Washington Post gets it wrong about mining jobs
The Decline of Appalachian Coal Data
compiled by Downstream Strategies in Morgantown, West Virginia, found
that coal employment in West Virginia, Kentucky and Virginia has
dropped by about half since 1983.
The Daily Yonder writers looked at actual employment data for Wise County, VA, which was the focus of the Washington Post article. Although Wise County is located in the heart of Virginia's coal fields, mining jobs provided just 11.5% of county employment there in 2004, fewer than the jobs in retail (14.1%) or government (21.7%).

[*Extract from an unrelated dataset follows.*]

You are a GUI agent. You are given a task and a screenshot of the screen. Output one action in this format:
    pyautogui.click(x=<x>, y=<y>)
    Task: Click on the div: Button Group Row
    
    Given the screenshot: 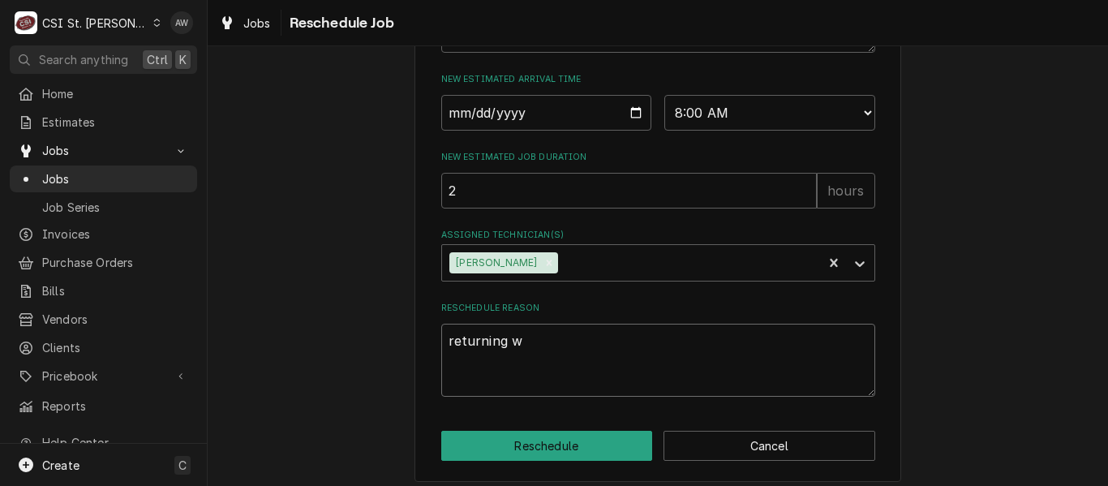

As Bishop and Marema write,
"Coal has been a declining part of the Appalachian employment picture for more than half a century. As the industry mechanized, it needed fewer miners. When more coal was mined from the surface, beginning in the early 1960s, the industry needed fewer miners still...In the last generation, the total coal employment has fallen by half. In the 30 years before that, the decline was steeper."
Their piece ends with a challenge to the popular notion that the coal jobs are falling due to environmental regulations.
"Coal is losing employees in the eastern mountains, but not because of any war. Coal is a shrinking part of the economy in Appalachia, both because the industry is efficient and because reserves are falling. Meanwhile, it’s worth noting that the (Washington) Post’s story portraying coal’s economic importance in Appalachia fits neatly with the coal industry’s desire to fight regulation of greenhouse gas emissions and mountaintop removal mining."